Addressing this dynamic requires providing credible economic alternatives alongside enforcement. Some successful interventions have included aquaculture development that gives fishers alternative income sources, value addition training that allows communities to earn more from smaller catches through improved processing and marketing, and microfinance programs that support diversification into complementary activities. Without such alternatives, enforcement alone may simply push desperate fishers toward increasingly risky illegal activities.
Maritime analysts and environmental advocates are calling for tighter collaboration among law enforcement agencies, local leaders, civil society organizations, and fishing communities to protect Ghana’s marine resources. They warn that failure to act decisively risks irreversible damage to marine ecosystems and escalating economic and social costs. The coalition building they envision would bring together diverse stakeholders with shared interests in sustainable fisheries, creating political support for both stronger enforcement and the complementary investments needed to make compliance economically viable.
Ghana faces similar challenges across its maritime sector. IUU fishing poses a substantial threat to fisheries resources, with foreign vessels, particularly those linked to Chinese enterprises, implicated in illegal fishing practices within Ghanaian waters. Reports indicate that up to 95 percent of Ghana’s industrial trawling fleet has elements of Chinese control, despite regulations prohibiting foreign investment in this sector. This industrial scale IUU fishing compounds the problems created by artisanal violations, creating a crisis that spans both small scale and large scale operations.
The Centre for International Maritime Affairs, Ghana operates as a non partisan research and advocacy organization focused on advancing policy thinking on pressing maritime issues linked to blue economy challenges. Founded to provide a platform for stakeholder networking and awareness creation through quality research and advocacy, CIMAG focuses on maritime transportation, maritime security, marine environment and coastal biodiversity conservation, ocean governance, fisheries, climate change, and marine renewable energy sectors. The organization’s monitoring findings carry significant weight due to its specialized expertise and focus on data driven analysis.
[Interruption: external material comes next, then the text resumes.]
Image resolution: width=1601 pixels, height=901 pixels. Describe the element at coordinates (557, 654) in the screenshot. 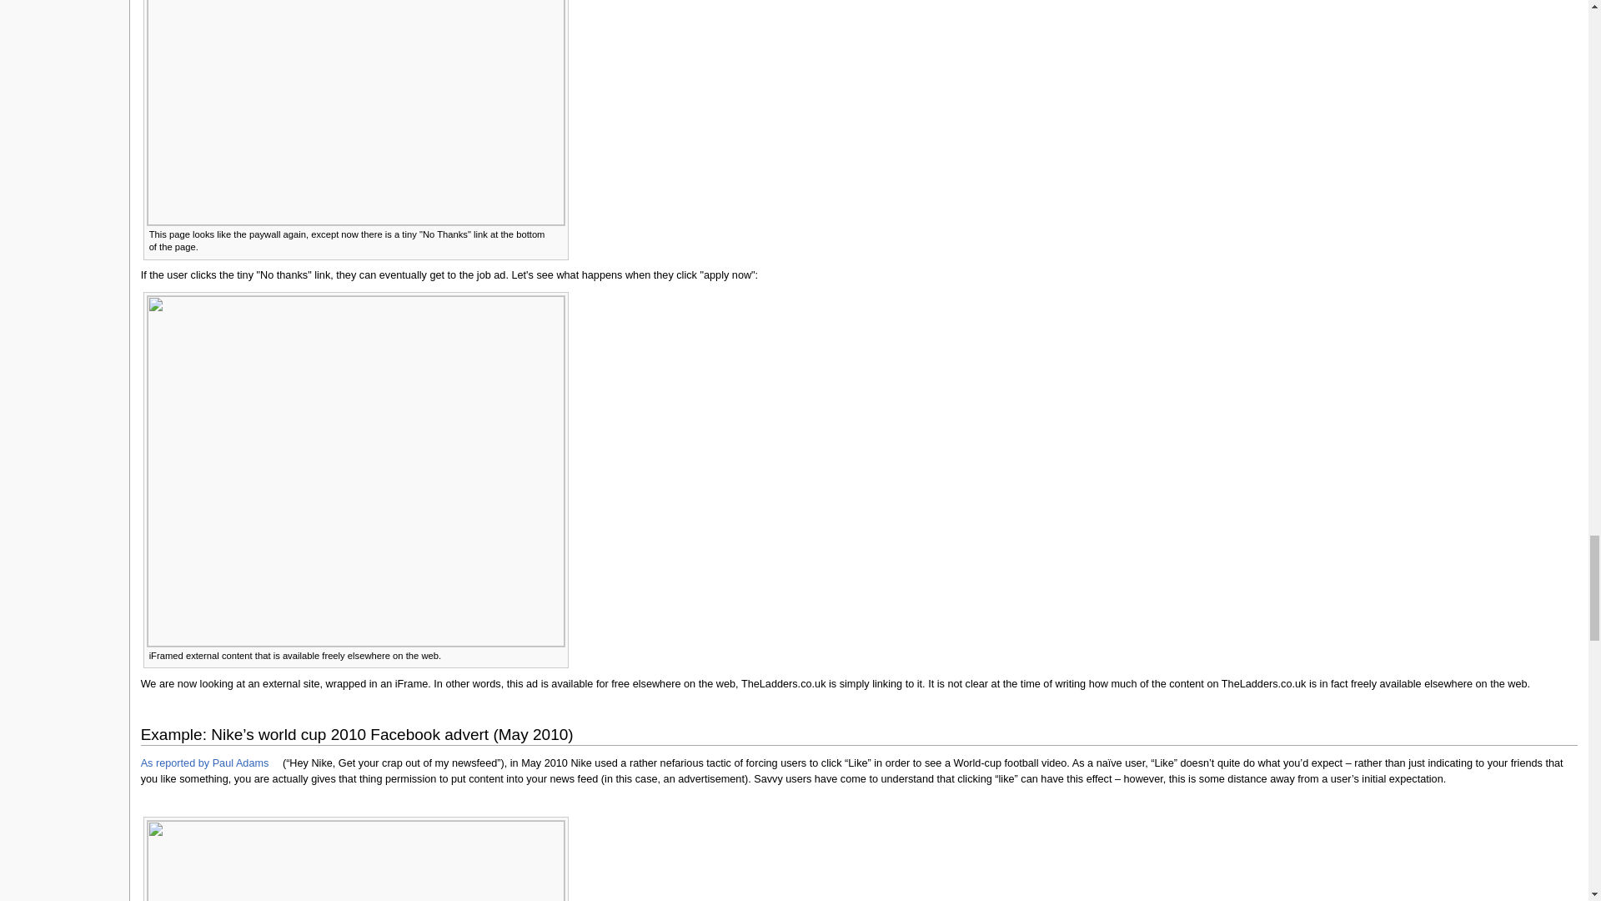

I see `Enlarge` at that location.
CIMAG’s elevation of the Volta Region IUU fishing crisis reflects broader concerns about the sustainability of Ghana’s approach to marine resource management. The organisation has previously highlighted how improved maritime surveillance could reduce illegal activities through investment in advanced technologies including satellite monitoring, drones, and automated tracking systems. Such investments would enable authorities to better protect maritime resources and enforce regulations continuously rather than through periodic patrols that illegal operators can evade.
The current situation in Volta waters demonstrates that Ghana’s fisheries management framework faces both enforcement capacity limitations and governance challenges rooted in complex relationships between formal institutions and traditional authority structures. Resolving this crisis will require addressing both dimensions simultaneously through investments in monitoring technology and enforcement capacity alongside sustained engagement with coastal communities to build local support for sustainable practices. Without such a comprehensive approach, the environmental and economic costs of IUU fishing will likely continue escalating, undermining both marine ecosystems and the livelihoods they support.